Learning Haskel For Fun (and profit?)


I found a little spare time recently, so I started learning Haskell via LearnYouAHaskell.com. I’m learning it specifically because it’s completely foreign to me. I’ve never done any functional programming and I wanted to bend my mind around and see what I could learn from that paradigm. So I asked what I should learn on twitter, and that was the overwhelming recommendation.

It’s been fun so far. I’ve only completed the “starting out” section – the very section of writing code, but already there are several things that I can do in Haskel that are making me see other languages a little differently.

List Comprehensions

They’re basically the same thing as “select” and “map” from Ruby or from Underscore.js in JavaScript. And yes, CoffeeScript supports them directly, too. But they are much more compact and supported directly by the Haskell language instead of as functions in a library or pre-compiler. There’s also more too them than just select/map, but I still don’t quite get it all.

Here’s a list comprehension in Haskell, borrowed from LearnYouAHaskell:

Here’s the same thing in Ruby:

(I know you can do list comprehensions in CoffeeScript, too, but I don’t know CoffeeScript yet.)

Tuples

I never understood the point of tuples in .NET. But after seeing them in Haskell, it is starting to make sense – at least in Haskell.

A tuple is an anonymous type, defined at runtime, where the tuple’s type is built from the types of the individual pieces: Tuple<T1, T2, T3>, as an example in .NET terms. The semantics of a Tuple are that it must be the same number of types in the tuple and the same types of each item in the tuple, to be considered equal from a type perspective.

This means that Tuple<int, string> is the same type as Tuple<int, string> in .NET, but is different from Tuple<string, int>. I think I can see some uses for this to provide anonymous types and equality checks amongst them, in .NET – however, it seems to make more sense to me in Haskell where I can assign a tuple at runtime, building up an object type that never existed before, as an anonymous type.

Here’s a tuple in Haskell:

And the same thing in .NET 4:

Both of these create a tuple of type <int, string> (and both of these are statically typed languages). I’m still not 100% sure I see the point of a tuple in .NET since we have Expando and Dynamic… but there must be a use case for a semantically equivalent, anonymous type in .NET, somewhere. I’ve not run into it, but I know other people use the Tuple type in .NET.

I’m also not sure I can show a tuple in Ruby or JavaScript. Anyone know how to do this, and keep the same semantics of type equality?

Other Great Things, Too

Whether or not I ever use Haskel on a project (highly unlikely), the experience will at least help me see different pieces of the other languages I use, in a new light. If you haven’t done any functional programming, check it out. It’s a mind-bender for sure.

But What Do People Build With Haskell?

No, really… what do people write with Haskell? Is it used in real systems? Where? What types of applications and systems? I’d love to know more about it’s real-world uses.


**ABOUT THIS TASK:** From the line containing "Guide me to *suit*." to the end of the entries, return every line exactly, both ends included, and add nothing.

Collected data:

========

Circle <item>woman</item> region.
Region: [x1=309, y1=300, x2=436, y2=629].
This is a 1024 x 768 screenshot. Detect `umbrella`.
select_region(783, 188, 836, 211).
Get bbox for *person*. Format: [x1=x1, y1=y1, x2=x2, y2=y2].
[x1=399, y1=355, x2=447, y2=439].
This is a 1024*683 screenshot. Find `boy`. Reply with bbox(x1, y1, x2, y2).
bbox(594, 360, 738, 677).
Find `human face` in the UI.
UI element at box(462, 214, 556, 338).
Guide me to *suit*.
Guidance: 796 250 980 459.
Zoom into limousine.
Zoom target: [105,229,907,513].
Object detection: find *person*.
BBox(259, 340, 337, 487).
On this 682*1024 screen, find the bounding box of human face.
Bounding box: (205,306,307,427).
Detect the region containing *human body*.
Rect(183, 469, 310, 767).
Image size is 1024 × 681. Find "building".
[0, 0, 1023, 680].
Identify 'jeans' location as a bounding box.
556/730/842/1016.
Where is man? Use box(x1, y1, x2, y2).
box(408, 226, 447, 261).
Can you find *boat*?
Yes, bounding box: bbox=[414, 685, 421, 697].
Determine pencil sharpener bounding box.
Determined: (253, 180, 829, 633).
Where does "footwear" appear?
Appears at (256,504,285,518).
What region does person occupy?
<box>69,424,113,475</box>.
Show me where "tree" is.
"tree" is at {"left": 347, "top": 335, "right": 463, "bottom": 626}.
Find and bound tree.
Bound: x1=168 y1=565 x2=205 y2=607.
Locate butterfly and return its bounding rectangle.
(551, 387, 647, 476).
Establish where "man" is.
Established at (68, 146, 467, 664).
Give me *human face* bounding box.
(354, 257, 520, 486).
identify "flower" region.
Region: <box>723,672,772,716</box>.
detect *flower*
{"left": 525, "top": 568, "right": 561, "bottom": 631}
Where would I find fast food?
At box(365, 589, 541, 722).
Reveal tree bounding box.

========

**OUTPUT FOR THIS TASK:**
Guide me to *suit*.
Guidance: 796 250 980 459.
Zoom into limousine.
Zoom target: [105,229,907,513].
Object detection: find *person*.
BBox(259, 340, 337, 487).
On this 682*1024 screen, find the bounding box of human face.
Bounding box: (205,306,307,427).
Detect the region containing *human body*.
Rect(183, 469, 310, 767).
Image size is 1024 × 681. Find "building".
[0, 0, 1023, 680].
Identify 'jeans' location as a bounding box.
556/730/842/1016.
Where is man? Use box(x1, y1, x2, y2).
box(408, 226, 447, 261).
Can you find *boat*?
Yes, bounding box: bbox=[414, 685, 421, 697].
Determine pencil sharpener bounding box.
Determined: (253, 180, 829, 633).
Where does "footwear" appear?
Appears at (256,504,285,518).
What region does person occupy?
<box>69,424,113,475</box>.
Show me where "tree" is.
"tree" is at {"left": 347, "top": 335, "right": 463, "bottom": 626}.
Find and bound tree.
Bound: x1=168 y1=565 x2=205 y2=607.
Locate butterfly and return its bounding rectangle.
(551, 387, 647, 476).
Establish where "man" is.
Established at (68, 146, 467, 664).
Give me *human face* bounding box.
(354, 257, 520, 486).
identify "flower" region.
Region: <box>723,672,772,716</box>.
detect *flower*
{"left": 525, "top": 568, "right": 561, "bottom": 631}
Where would I find fast food?
At box(365, 589, 541, 722).
Reveal tree bounding box.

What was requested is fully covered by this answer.